On 29 Apr 2015 03:59, Anshul Singhle ans...@betaglide.com wrote:

 Hi,

 I'm running short spark jobs on rdds cached in memory. I'm also using a
 long running job context. I want to be able to complete my jobs (on the
 cached rdd) in under 1 sec.
 I'm getting the following job times with about 15 GB of data distributed
 across 6 nodes. Each executor has about 20GB of memory available. My
 context has about 26 cores in total.

 If number of partitions  no of cores -

 Some jobs run in 3s others take about 6s -- the time difference can be
 explained by GC time.

 If number of partitions = no of cores -

 All jobs run in 4s. The initial tasks of each stage on every executor take
 about 1s.

 If partitions  cores -

 Jobs take more time. The initial tasks of each stage on every executor
 take about 1s. The other tasks run in 45-50 ms each. However, since the
 initial tasks again take about 1s each, the total time in this case is
 about 6s which is more than the previous case.

 Clearly the limiting factor here is the initial set of tasks. For every
 case, these tasks take 1s to run, no matter the amount of partitions. Hence
 best results are obtained with partitions = cores, because in that case.
 every core gets 1 task which takes 1s to run.
 In this case, I get 0 GC time. The only explanation is scheduling delay
 which is about 0.2 - 0.3 seconds. I looked at my task size and result size
 and that has no bearing on this delay. Also, I'm not getting the task size
 warnings in the logs.

 For what I can understand, the first time a task runs on a core, it takes
 1s to run. Is this normal?

 Is it possible to get sub-second latencies?

 Can something be done about the scheduler delay?
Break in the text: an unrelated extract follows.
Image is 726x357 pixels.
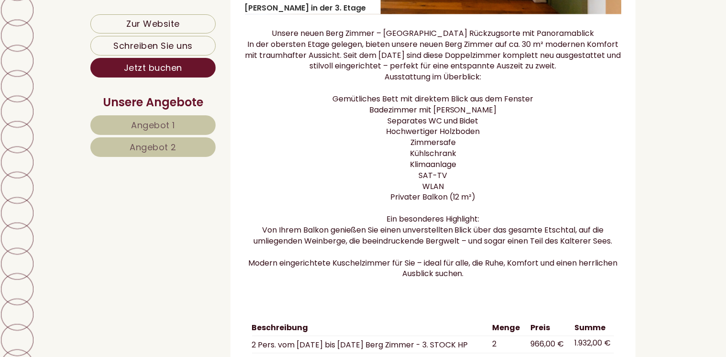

 What other things can I look at to reduce this time?

 Regards,

 Anshul





Initial tasks in job take time

2015-04-28 Thread Anshul Singhle
Hi,

I'm running short spark jobs on rdds cached in memory. I'm also using a
long running job context. I want to be able to complete my jobs (on the
cached rdd) in under 1 sec.
I'm getting the following job times with about 15 GB of data distributed
across 6 nodes. Each executor has about 20GB of memory available. My
context has about 26 cores in total.

If number of partitions  no of cores -

Some jobs run in 3s others take about 6s -- the time difference can be
explained by GC time.

If number of partitions = no of cores -

All jobs run in 4s. The initial tasks of each stage on every executor take
about 1s.

If partitions  cores -

Jobs take more time. The initial tasks of each stage on every executor take
about 1s. The other tasks run in 45-50 ms each. However, since the initial
tasks again take about 1s each, the total time in this case is about 6s
which is more than the previous case.

Clearly the limiting factor here is the initial set of tasks. For every
case, these tasks take 1s to run, no matter the amount of partitions. Hence
best results are obtained with partitions = cores, because in that case.
every core gets 1 task which takes 1s to run.
In this case, I get 0 GC time. The only explanation is scheduling delay
which is about 0.2 - 0.3 seconds. I looked at my task size and result size
and that has no bearing on this delay. Also, I'm not getting the task size
warnings in the logs.

For what I can understand, the first time a task runs on a core, it takes
1s to run. Is this normal?

Is it possible to get sub-second latencies?

Can something be done about the scheduler delay?

What other things can I look at to reduce this time?